I started out at the Long Island Press as an intern and one of my first jobs was to hand out mail, which should have only taken about five minutes, tops, except I had a package for Christopher Twarowski, whom I hadn’t met yet and couldn’t find.
Everyone pointed me in the same direction—Chris sat at the last cubicle on the left. But where was that? I felt like an idiot. Then I saw something move from under what I thought was just stacked boxes and mountains of papers. I found Chris.
A few weeks later, the receptionist stormed out only to return a few days later. They didn’t take her back, which is probably the only reason I’m still here today. The Press had no job openings at the time and my internship would have ended a few months later, so when a chance came to work full-time answering the phones, I jumped on it.
Soon it was me piled under a mountain of papers, specifically, envelopes, when I mailed out thousands of issues every Thursday. I would fight with a printer that always seemed to jam, then stack the envelopes around my desk, fort-style. In between all of this, I’d write for the paper every chance I got as the phone rang off the hook.
One week we didn’t print a crossword and I found out just how passionate people are about their puzzles. As I was being yelled at on one line, two other lines were ringing off the hook. I overheard some lady in the waiting room say, “How hard could it be to push buttons on a phone?” I wanted to hurt her. But instead I took the above photo.
Over the past six years, I’ve done things I’d never in my life thought I’d be doing because of the Press—riding in a stunt plane, working backstage at a concert, dancing in the St. Patrick’s Day Parade dressed up as a 6-foot panda, interviewing a Holocaust survivor. While most companies were having crazy holiday parties a few years ago, our publisher, Jed Morey, told us the whole company would be spending the day at the Holocaust Museum instead.
I was assigned to Gallery One.
All the pictures in Gallery One were happy, filled with smiling families. I remember sitting on the floor thinking, “How am I going to write 700 words on this?” Then I realized that this room, which most visitors probably walk quickly through, was really the most horrifying. This was the before, when everything was normal, the way my life was at that moment. It was in this room that something changed to make all the horrible pictures in the other galleries possible. But if I was just visiting, I would never have known that. And it was that day I realized what the Press was about—making sure people know how important all the other Gallery Ones of the world are, whether they’re in a museum, or in the brush beyond a roadside memorial on Ocean Parkway.
There are many stories that need to be told, and for the past six years, it’s been an honor being part of a team that has always been so passionately willing to tell them.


### WHAT THE EXERCISE ASKS
From the entries below, gather every line containing the string "marker".
*** Opening DATA RECORDS ***
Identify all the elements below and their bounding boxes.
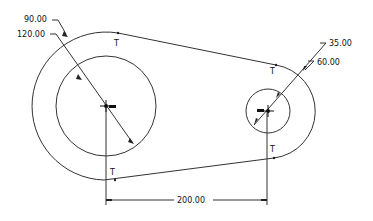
dim-label-90[interactable]: 90.00 bbox=[24, 15, 47, 24]
tangent-marker: T bbox=[269, 67, 275, 76]
bottom-tangent-line[interactable] bbox=[104, 158, 274, 180]
center-marker-large[interactable] bbox=[109, 105, 116, 108]
center-marker-small[interactable] bbox=[257, 109, 264, 112]
dim-label-200[interactable]: 200.00 bbox=[177, 196, 205, 205]
tangent-marker: T bbox=[109, 168, 115, 177]
top-tangent-line[interactable] bbox=[118, 33, 276, 65]
tangent-marker: T bbox=[113, 39, 119, 48]
sketch-canvas: 90.00 120.00 35.00 60.00 200.00 T T T T bbox=[0, 0, 373, 221]
dim-label-60[interactable]: 60.00 bbox=[317, 58, 340, 67]
dim-label-120[interactable]: 120.00 bbox=[17, 30, 45, 39]
dim-label-35[interactable]: 35.00 bbox=[329, 39, 352, 48]
leader-120 bbox=[50, 34, 132, 142]
tangent-marker: T bbox=[269, 145, 275, 154]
*** Closing DATA RECORDS ***
### WRITTEN RESPONSE
tangent-marker: T bbox=[269, 67, 275, 76]
center-marker-large[interactable] bbox=[109, 105, 116, 108]
center-marker-small[interactable] bbox=[257, 109, 264, 112]
tangent-marker: T bbox=[109, 168, 115, 177]
tangent-marker: T bbox=[113, 39, 119, 48]
tangent-marker: T bbox=[269, 145, 275, 154]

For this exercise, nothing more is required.